Rene Alan Chalmers will spend 51 months in prison for funds misappropriation and misrepresentation of returns
The New Zealand Herald is reporting on a substantial forex Ponzi scheme that was uncovered by the local Serious Fraud Office following complaints from investors with a self-made forex trader. Rene Alan Chalmers has defrauded his investors including family and friends of $1.5 million, promising them that he would use the funds to trade on the foreign exchange market.
Instead he misappropriated more than $837,000 from his investors, bought a couple of properties and traded with a minuscule amount of funds on the foreign exchange market, where he was largely unsuccessful. During the process he issued false statements to his clients of behalf of the company he registered – Chalmers Cameron Investments Ltd.
The firm operated from 2007 on, as Mr Chalmers lived in the UAE where he worked as a teaching adviser. The lawyer in charge of his defense claimed that his client was out of his depth as he was working his day job and traded currencies at night. Not a big excuse – many traders work for more than twelve hours a day, and most of them certainly don’t misappropriate their investors’’ funds.
Chalmers admitted that he was “incompetent” in forex trading. He misreported his holdings pretty systemically issuing 518 false statements to 64 investors. In August 2011 he stated investments in the fund were worth $3.64 million when they were in fact totaling $140,000. By March 2012 the amount has grown to $6.2 million while the real amount was $290,000.
Chalmers admitted to 14 charges which were brought forward by New Zealand’s Serious Fraud Office. He is already serving his sentence. We sincerely urge our readers to do everything possible to avoid dodgy schemers in the forex industry. One way to stay safe in the vast world of foreign exchange is to do business only with brokerages from our LeapRate approved list.
For more on the global Forex industry see the LeapRate-Dow Jones Forex Industry Report.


• Exercise description: Please take the records that follow and repeat exactly the lines starting with the line with "You are a GUI" and going on through the line with "The image size is (1095, 621).".

▬▬▬▬▬▬

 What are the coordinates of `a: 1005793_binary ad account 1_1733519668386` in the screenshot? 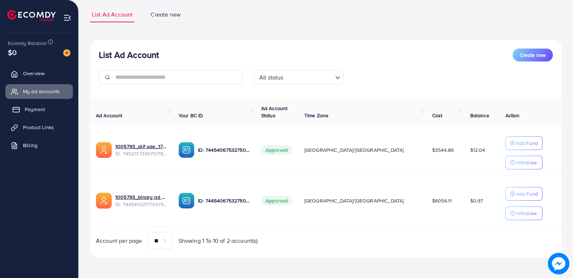 It's located at (141, 197).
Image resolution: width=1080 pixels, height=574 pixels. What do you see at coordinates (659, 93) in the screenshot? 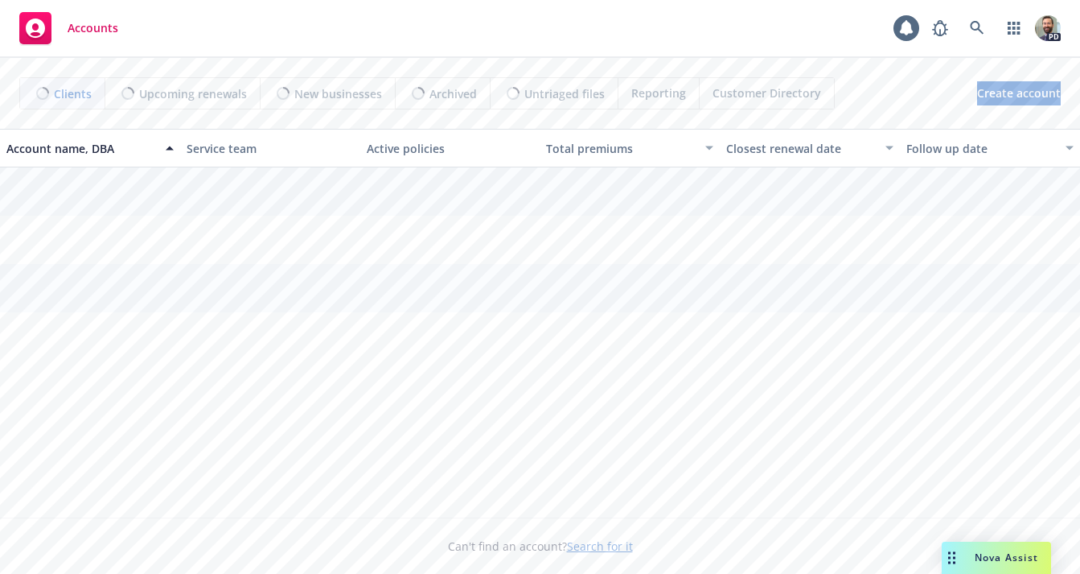
I see `span: Reporting` at bounding box center [659, 93].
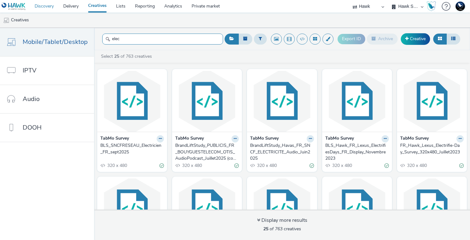 The image size is (470, 240). Describe the element at coordinates (432, 6) in the screenshot. I see `a: Hawk Academy` at that location.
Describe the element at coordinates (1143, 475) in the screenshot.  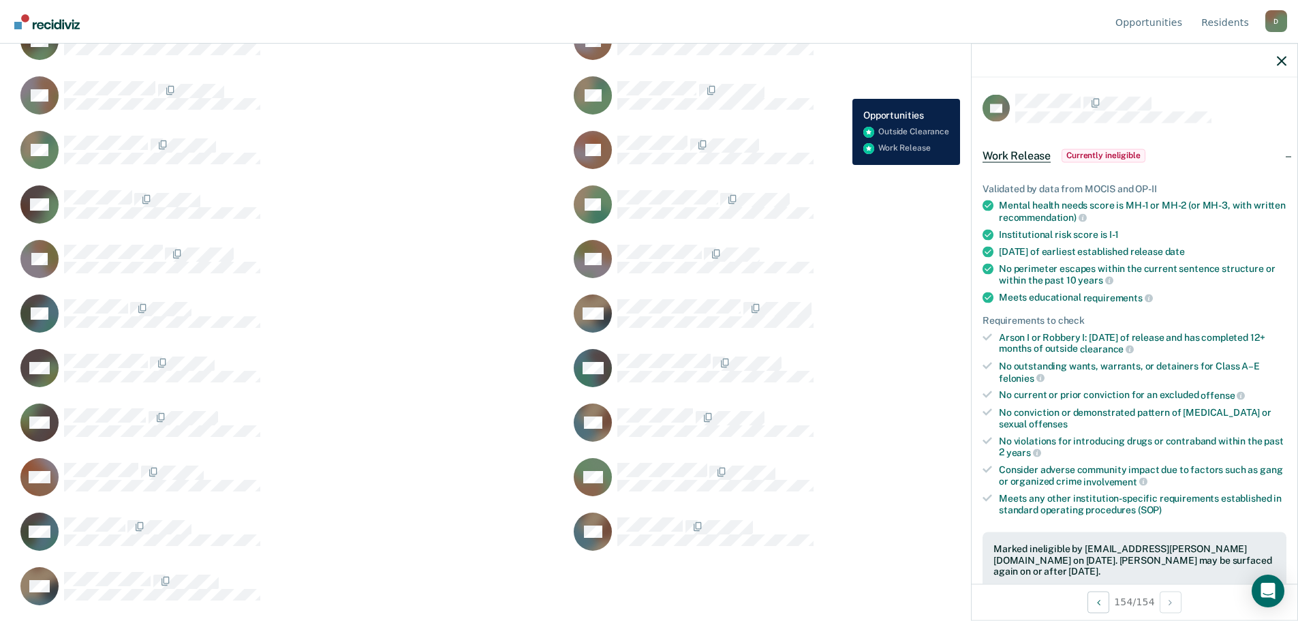
I see `div: Consider adverse community impact due to factors such as gang or organized crime` at that location.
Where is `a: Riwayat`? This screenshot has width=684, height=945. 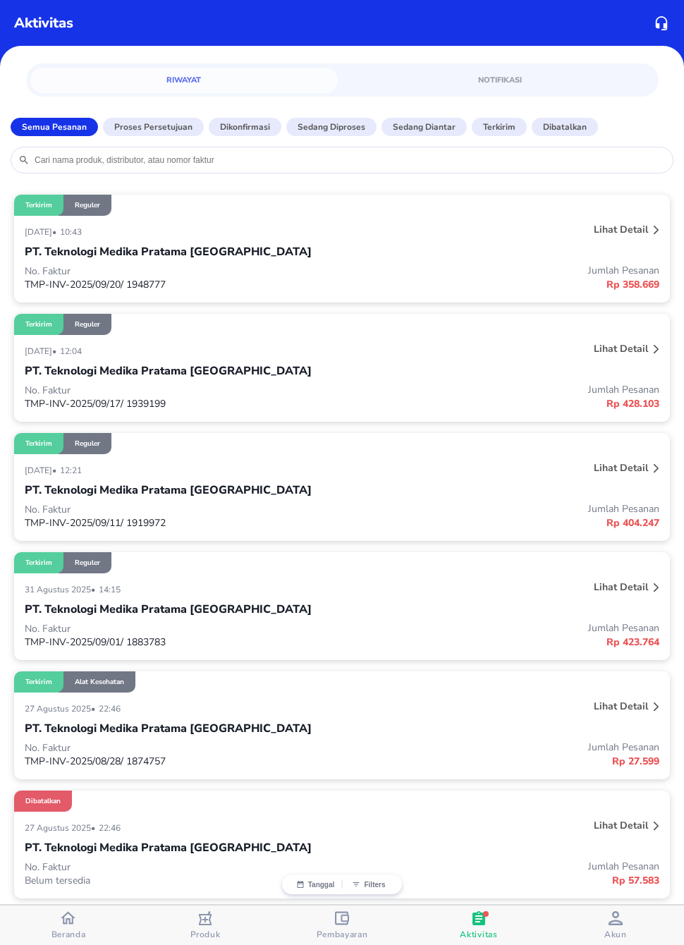
a: Riwayat is located at coordinates (184, 80).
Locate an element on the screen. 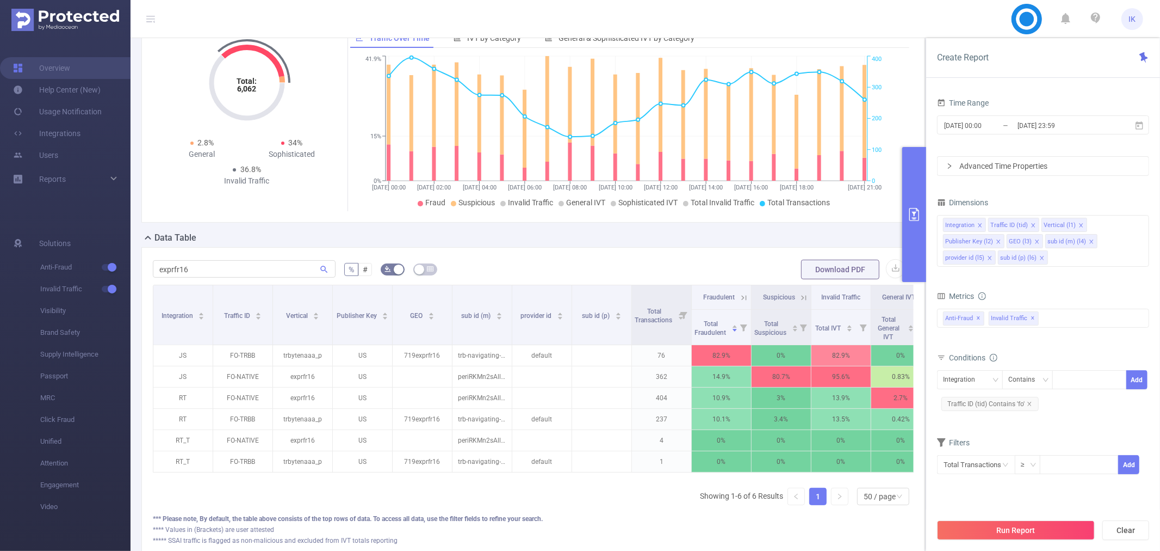  span: Click Fraud is located at coordinates (85, 419).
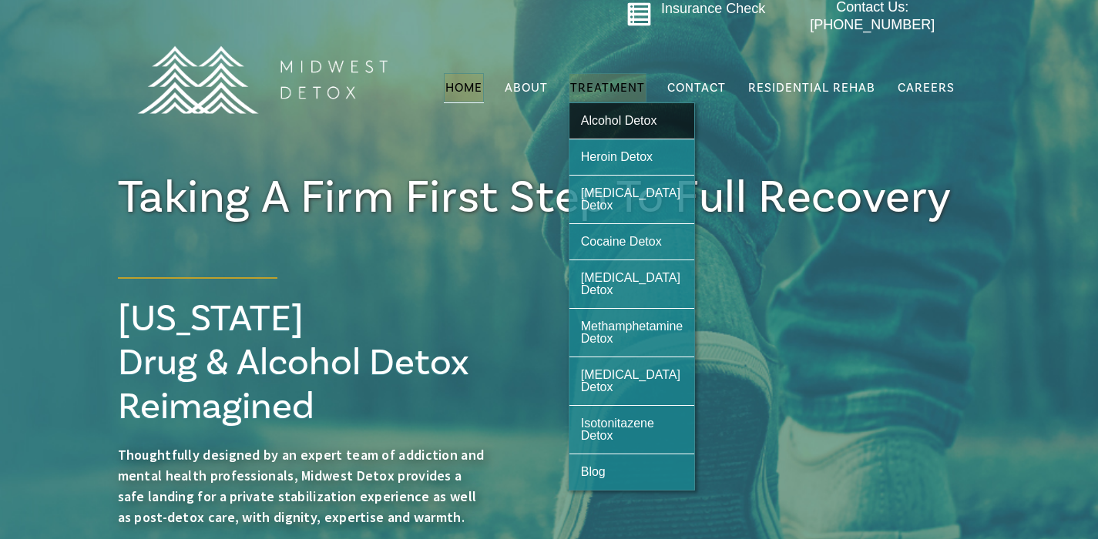 This screenshot has width=1098, height=539. Describe the element at coordinates (301, 486) in the screenshot. I see `span: Thoughtfully designed by an expert team of addiction and mental health professionals, Midwest Det...` at that location.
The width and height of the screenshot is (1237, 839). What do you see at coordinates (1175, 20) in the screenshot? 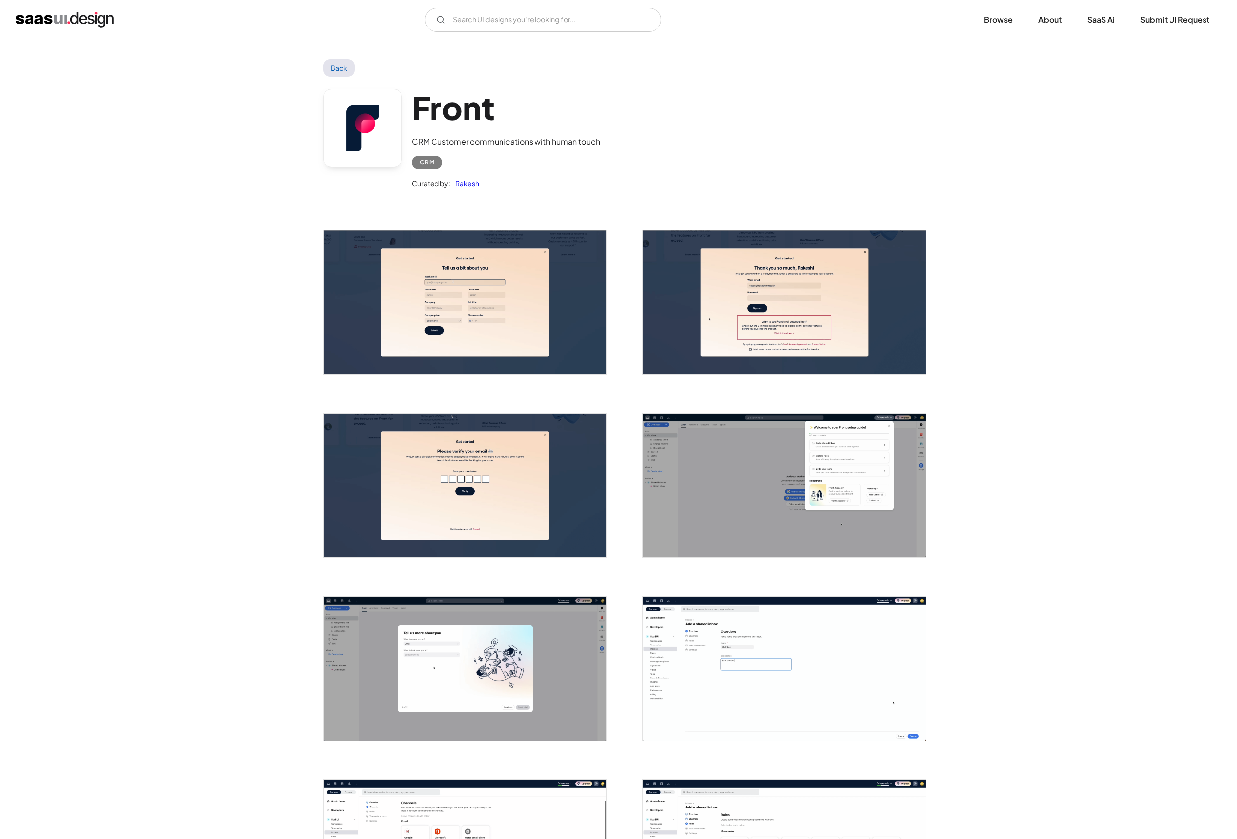
I see `a: Submit UI Request` at bounding box center [1175, 20].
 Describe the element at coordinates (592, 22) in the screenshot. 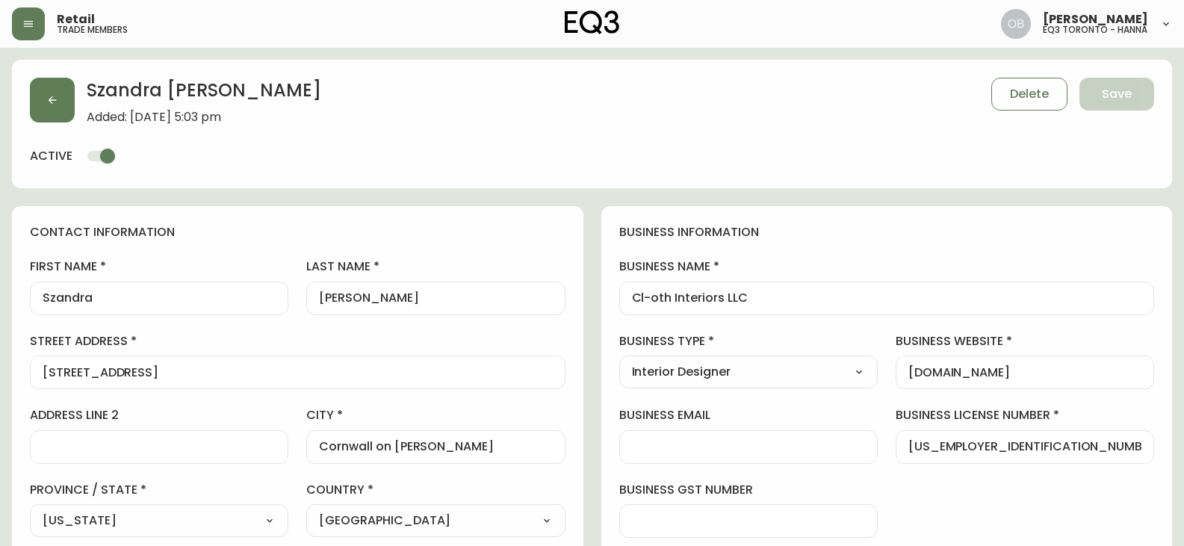

I see `img: logo` at that location.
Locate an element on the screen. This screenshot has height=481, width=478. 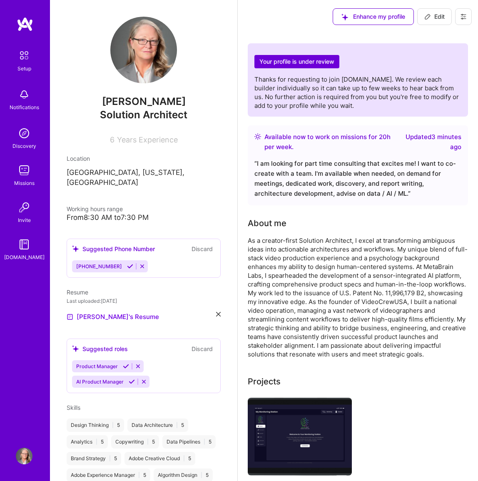
div: “ I am looking for part time consulting that excites me! I want to co-create with a team. I'm ava... is located at coordinates (358, 179).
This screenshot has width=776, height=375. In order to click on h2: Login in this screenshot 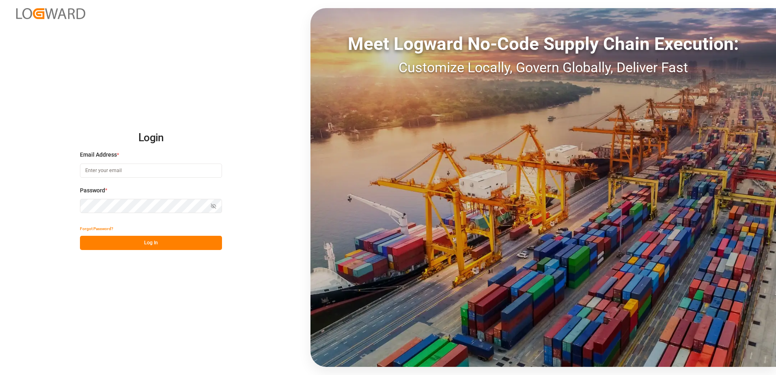, I will do `click(151, 138)`.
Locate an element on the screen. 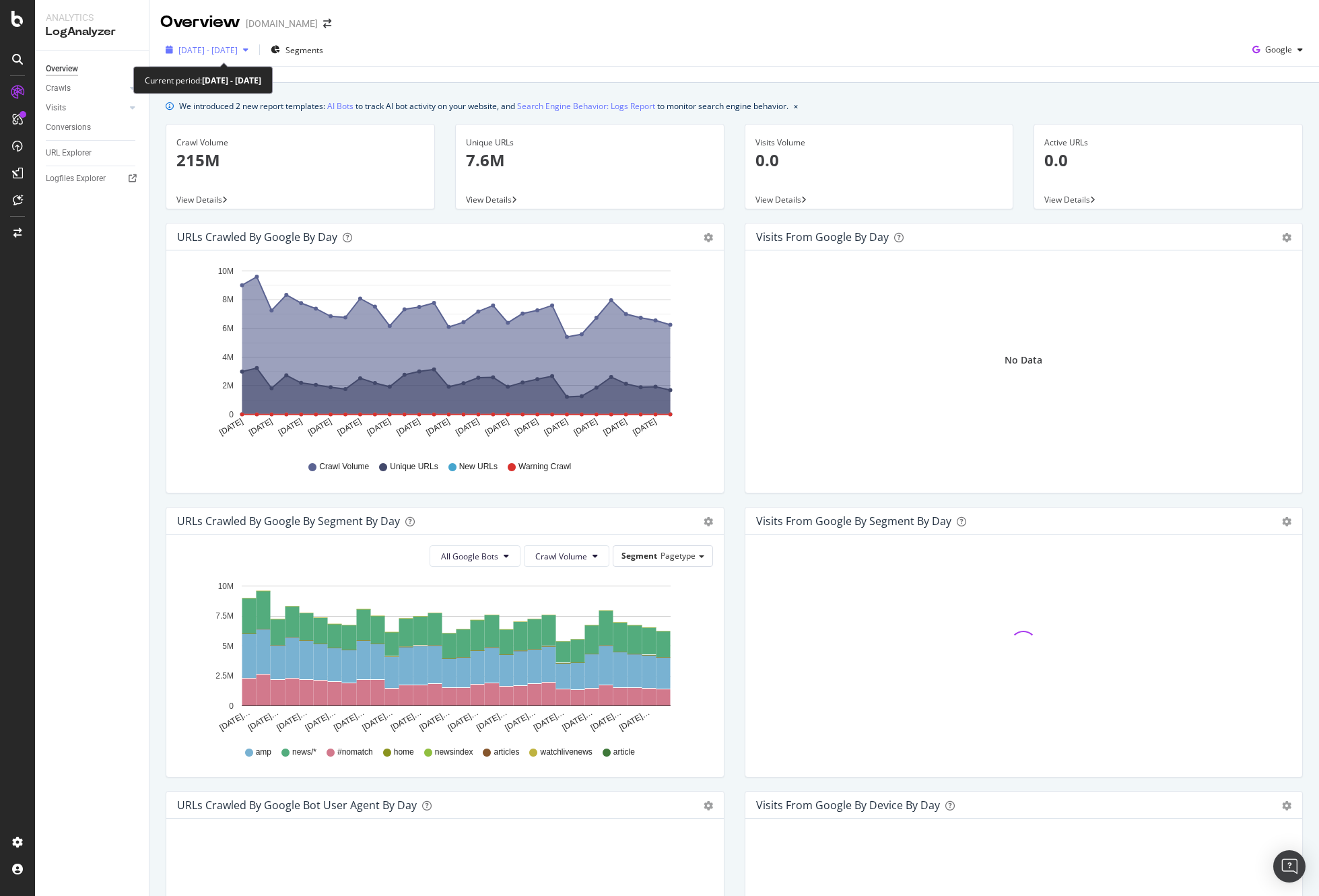 This screenshot has width=1319, height=896. a: AI Bots is located at coordinates (340, 106).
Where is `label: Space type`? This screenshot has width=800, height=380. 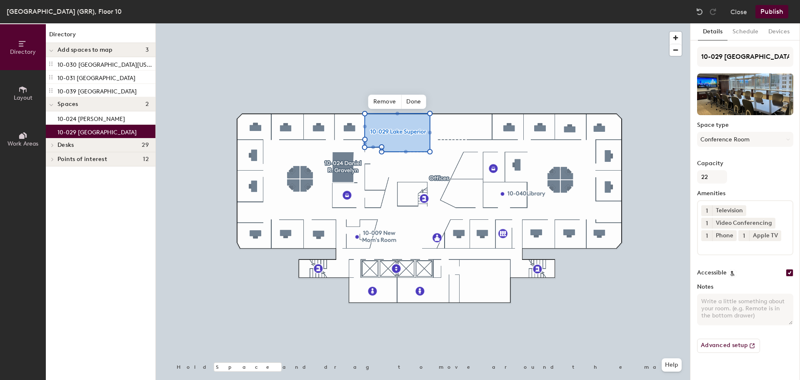
label: Space type is located at coordinates (745, 125).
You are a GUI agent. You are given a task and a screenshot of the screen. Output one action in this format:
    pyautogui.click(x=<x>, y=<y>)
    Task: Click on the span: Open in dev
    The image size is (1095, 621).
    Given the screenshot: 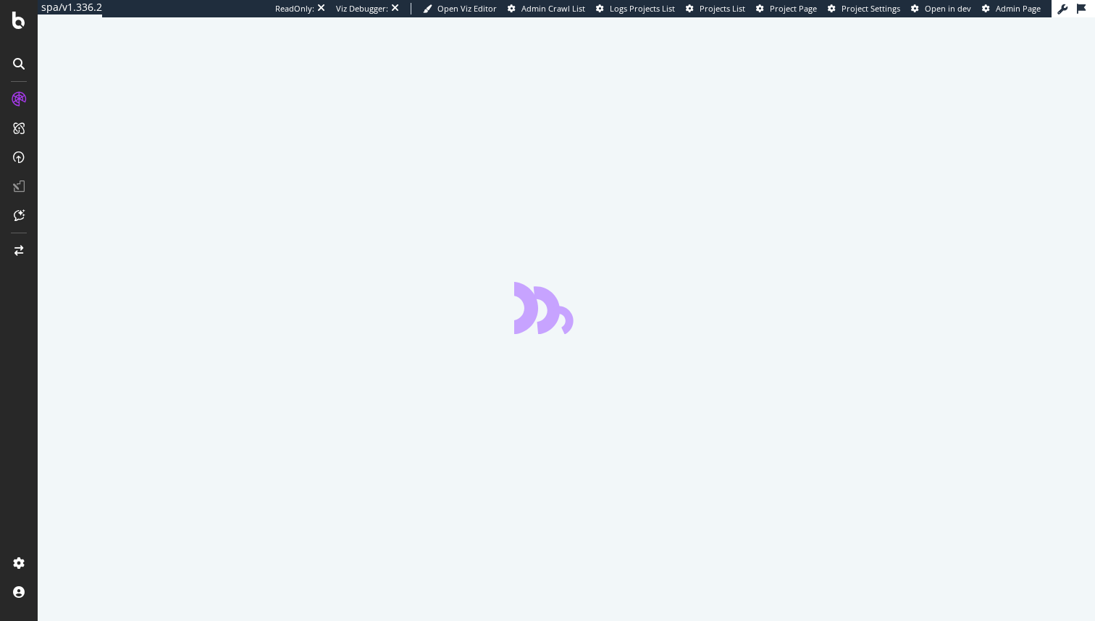 What is the action you would take?
    pyautogui.click(x=948, y=8)
    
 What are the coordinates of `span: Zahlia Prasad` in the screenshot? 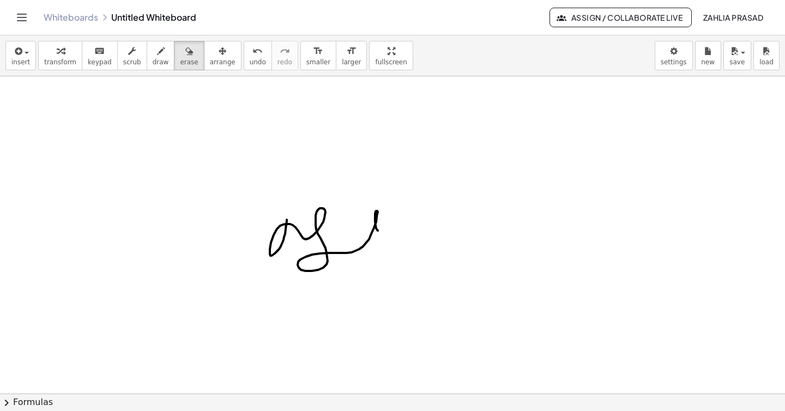 It's located at (733, 17).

▬▬▬▬▬▬

• The answer:
You are a GUI agent. You are given a task and a screenshot of the screen. Output one action in this format:
    pyautogui.click(x=<x>, y=<y>)
    Task: Click on the span: Open in dev
    The image size is (1095, 621).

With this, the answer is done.